Masterpieces of French Realist Fiction

Marie-Pierre Le Hir
TUESDAYS 9:00 a.m. - 12:00 p.m.
October 3 - December 15, 2017. No class on November 21.

Masterpieces of French Realist Fiction

Fall 2017
In Session
TUESDAYS
9:00 a.m. - 12:00 p.m.
October 3 - December 15, 2017. No class on November 21.

Location: 

Main Campus

Tuition: 

$205

This seminar examines the relations between culture and power in nineteenth-century France through the study of masterpieces of realist fiction. The realist novel is a cultural artefact specific to the nineteenth century, a genre born with the modern democratic nation-state at a time when (relative) freedom of expression allowed for the emergence of a public sphere. The four novels studied in this course also have in common that they are romans d’éducation (or Bildungsroman) thematically focused on young men’s struggles to succeed in a democratized society, i.e., to reap the revolutionary promise of freedom, fraternity, and equality. By giving voice and shape to the sociopolitical aspirations of the French people, the novel responded to the needs of an increasingly large reading public that faced the same dilemmas and recognized itself in it.

 

Required Reading: 

Stendhal (Henri Beyle). The Red and the Black. (1830). Ed. and Trans. Roger Gard. Penguin Classics, 2004. ISBN-10: 0140447644. ISBN-13: 978-0140447644.        


Balzac, Honoré de. Lost Illusions. (1836). Trans. Herbert J. Hunt. Penguin Classics, 1976. ISBN-10: 0140442510. ISBN-13: 978-0140442519.


Flaubert, Gustave. Sentimental Education. (1869). Ed. Geoffrey Wall. Trans. Robert Baldick. Penguin Classics, 2004. ISBN-10: 0140447970. ISBN-13: 978-0140447972.


Zola, Emile. The Masterpiece. (1886). Ed. Roger Pearson. Transl. Thomas Walton. Oxford World's Classics, 2008. ISBN-10: 0199536910.  ISBN-13: 978-0199536917.


 


 

Meet Your Professor

Professor Emerita
Department of French and Italian

MARIE-PIERRE LE HIR, Professor Emerita since 2021, specializes in modern French literature and culture. Her publications include dozens of articles and several books: Le Romantisme aux Enchères (Benjamins, 1992); French Cultural Studies: Criticism at the Crossroads (SUNY, 2000); The National Habitus: Ways of Feeling French, 1789-1871 (De Gruyter, 2014), and French Immigrants and Pioneers in the Making of America (McFarland, 2022).

Location

Poetry Center
Dorothy Rubel Room
1508 E Helen
Tucson, AZ 85721
United States
Located on the SE corner of Helen Street and Vine Avenue, one block north of Speedway and three blocks west of Campbell Ave.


Exercise:
Your reply should be a single number, the count of lines in the records that contain "content".

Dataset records
◆ ◆ ◆ ◆ ◆ ◆ ◆

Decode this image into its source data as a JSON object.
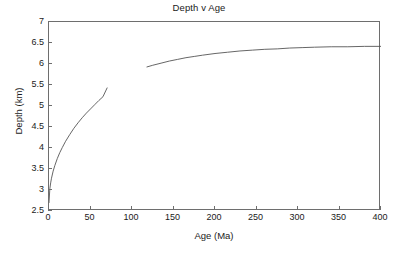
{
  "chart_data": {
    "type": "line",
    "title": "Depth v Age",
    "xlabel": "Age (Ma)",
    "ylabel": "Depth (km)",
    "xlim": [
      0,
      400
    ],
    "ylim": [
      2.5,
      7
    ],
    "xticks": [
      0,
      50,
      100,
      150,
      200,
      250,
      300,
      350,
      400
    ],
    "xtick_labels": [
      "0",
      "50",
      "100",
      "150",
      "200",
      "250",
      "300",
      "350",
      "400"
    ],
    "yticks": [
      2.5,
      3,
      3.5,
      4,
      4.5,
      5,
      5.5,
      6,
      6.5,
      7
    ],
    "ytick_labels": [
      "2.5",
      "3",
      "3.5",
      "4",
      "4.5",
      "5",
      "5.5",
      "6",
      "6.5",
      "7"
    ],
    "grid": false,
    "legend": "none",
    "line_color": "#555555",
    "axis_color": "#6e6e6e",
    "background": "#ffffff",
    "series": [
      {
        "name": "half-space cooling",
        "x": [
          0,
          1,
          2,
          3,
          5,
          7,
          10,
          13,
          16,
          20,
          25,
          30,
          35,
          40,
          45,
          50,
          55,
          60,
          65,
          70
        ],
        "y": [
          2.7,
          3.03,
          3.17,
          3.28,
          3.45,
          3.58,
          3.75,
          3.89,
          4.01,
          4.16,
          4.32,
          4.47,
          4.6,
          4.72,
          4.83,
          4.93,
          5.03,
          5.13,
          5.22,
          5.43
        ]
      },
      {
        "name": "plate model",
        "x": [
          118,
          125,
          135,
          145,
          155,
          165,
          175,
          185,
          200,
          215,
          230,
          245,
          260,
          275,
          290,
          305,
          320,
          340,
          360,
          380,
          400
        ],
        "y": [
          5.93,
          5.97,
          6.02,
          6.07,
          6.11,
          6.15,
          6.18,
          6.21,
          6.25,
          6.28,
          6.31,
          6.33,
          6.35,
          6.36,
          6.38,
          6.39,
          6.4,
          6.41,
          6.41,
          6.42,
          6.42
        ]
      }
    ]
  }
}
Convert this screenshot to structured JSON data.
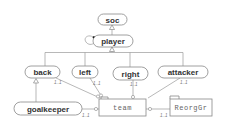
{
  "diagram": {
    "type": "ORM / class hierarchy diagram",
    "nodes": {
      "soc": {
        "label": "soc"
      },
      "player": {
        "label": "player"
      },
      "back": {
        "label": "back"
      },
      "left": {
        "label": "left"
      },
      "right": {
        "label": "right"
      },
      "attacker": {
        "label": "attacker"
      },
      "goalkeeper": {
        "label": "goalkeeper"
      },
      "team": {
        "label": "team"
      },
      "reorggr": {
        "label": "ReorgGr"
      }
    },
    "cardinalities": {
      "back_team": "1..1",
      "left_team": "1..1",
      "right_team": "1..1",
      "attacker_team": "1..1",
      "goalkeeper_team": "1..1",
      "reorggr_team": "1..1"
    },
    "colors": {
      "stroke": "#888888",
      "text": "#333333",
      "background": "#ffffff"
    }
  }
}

◆ ◆ ◆ ◆ ◆ ◆ ◆

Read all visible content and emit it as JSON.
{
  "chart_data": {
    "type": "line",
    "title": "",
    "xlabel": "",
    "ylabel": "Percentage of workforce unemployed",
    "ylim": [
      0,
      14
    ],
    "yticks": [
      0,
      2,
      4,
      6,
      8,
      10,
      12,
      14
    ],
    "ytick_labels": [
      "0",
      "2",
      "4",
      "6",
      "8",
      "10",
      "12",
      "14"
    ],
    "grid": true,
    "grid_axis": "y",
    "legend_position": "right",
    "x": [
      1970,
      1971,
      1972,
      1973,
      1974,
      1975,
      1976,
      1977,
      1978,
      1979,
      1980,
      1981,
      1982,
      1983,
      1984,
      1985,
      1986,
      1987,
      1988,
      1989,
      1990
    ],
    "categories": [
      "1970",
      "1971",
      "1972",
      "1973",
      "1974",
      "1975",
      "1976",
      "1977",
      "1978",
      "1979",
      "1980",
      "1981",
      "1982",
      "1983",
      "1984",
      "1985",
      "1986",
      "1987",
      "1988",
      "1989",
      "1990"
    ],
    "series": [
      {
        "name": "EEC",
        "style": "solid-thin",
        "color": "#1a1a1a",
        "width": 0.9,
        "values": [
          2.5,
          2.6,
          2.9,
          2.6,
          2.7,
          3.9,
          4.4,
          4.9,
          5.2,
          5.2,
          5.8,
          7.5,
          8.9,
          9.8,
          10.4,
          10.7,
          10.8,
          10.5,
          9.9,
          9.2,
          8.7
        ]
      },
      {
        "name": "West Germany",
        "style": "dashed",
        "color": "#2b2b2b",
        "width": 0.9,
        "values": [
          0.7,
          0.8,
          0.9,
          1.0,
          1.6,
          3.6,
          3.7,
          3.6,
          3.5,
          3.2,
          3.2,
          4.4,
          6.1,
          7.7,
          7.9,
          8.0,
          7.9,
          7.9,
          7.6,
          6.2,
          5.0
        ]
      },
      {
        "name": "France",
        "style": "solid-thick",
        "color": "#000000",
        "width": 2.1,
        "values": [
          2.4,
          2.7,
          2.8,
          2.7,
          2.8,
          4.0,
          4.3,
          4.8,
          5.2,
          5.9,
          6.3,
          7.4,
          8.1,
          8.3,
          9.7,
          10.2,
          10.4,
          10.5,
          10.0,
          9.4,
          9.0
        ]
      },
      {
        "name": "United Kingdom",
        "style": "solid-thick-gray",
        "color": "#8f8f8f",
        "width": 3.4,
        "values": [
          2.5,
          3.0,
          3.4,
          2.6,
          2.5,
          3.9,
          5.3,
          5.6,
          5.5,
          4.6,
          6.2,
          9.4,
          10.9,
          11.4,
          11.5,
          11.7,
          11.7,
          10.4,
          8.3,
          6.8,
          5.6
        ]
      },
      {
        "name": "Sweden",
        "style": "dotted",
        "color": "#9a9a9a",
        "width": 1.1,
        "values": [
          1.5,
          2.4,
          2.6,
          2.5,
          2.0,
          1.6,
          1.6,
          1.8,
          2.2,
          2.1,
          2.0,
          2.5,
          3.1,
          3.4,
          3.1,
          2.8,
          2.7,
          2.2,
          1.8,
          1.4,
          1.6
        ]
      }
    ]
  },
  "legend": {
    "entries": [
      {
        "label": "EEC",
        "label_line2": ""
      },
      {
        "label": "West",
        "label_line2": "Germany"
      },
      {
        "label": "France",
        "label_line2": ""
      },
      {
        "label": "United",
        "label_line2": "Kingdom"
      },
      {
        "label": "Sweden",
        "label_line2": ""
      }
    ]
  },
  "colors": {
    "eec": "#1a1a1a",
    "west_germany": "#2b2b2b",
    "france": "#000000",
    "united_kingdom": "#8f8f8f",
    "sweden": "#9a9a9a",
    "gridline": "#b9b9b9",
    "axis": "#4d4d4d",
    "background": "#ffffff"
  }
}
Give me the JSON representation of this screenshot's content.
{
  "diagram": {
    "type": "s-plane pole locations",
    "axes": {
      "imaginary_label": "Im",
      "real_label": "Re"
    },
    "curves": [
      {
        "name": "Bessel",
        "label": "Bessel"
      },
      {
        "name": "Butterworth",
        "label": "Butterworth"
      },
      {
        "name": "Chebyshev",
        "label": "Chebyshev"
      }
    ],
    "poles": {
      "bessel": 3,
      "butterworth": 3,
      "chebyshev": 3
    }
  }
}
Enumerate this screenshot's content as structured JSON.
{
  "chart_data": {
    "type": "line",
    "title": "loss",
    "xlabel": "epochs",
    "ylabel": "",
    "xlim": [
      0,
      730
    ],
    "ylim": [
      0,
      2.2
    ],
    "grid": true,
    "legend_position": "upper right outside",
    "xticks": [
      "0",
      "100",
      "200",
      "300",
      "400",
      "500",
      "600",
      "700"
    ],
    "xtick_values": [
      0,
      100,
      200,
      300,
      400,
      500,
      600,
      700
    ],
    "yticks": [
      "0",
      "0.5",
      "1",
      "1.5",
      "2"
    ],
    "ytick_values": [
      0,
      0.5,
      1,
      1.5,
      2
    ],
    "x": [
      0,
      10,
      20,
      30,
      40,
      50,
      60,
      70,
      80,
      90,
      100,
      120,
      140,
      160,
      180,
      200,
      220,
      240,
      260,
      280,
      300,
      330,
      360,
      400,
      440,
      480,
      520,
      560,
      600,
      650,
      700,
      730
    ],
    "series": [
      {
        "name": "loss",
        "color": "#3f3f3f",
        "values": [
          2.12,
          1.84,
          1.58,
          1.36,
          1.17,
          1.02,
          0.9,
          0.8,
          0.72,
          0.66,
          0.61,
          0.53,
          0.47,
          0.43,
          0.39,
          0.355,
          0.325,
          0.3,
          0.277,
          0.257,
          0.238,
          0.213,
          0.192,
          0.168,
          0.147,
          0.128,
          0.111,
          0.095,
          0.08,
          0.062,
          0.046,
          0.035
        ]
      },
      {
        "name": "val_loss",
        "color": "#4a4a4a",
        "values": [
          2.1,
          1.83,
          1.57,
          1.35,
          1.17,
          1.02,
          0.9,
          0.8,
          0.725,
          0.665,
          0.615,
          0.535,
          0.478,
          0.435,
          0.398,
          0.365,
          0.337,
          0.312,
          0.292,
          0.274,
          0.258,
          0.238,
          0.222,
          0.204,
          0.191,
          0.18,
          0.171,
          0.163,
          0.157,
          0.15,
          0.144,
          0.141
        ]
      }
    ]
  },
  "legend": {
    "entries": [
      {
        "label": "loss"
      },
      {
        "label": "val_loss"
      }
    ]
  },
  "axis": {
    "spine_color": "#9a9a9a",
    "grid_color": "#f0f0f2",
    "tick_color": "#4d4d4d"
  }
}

◆ ◆ ◆ ◆ ◆ ◆ ◆

Solution to this task:
3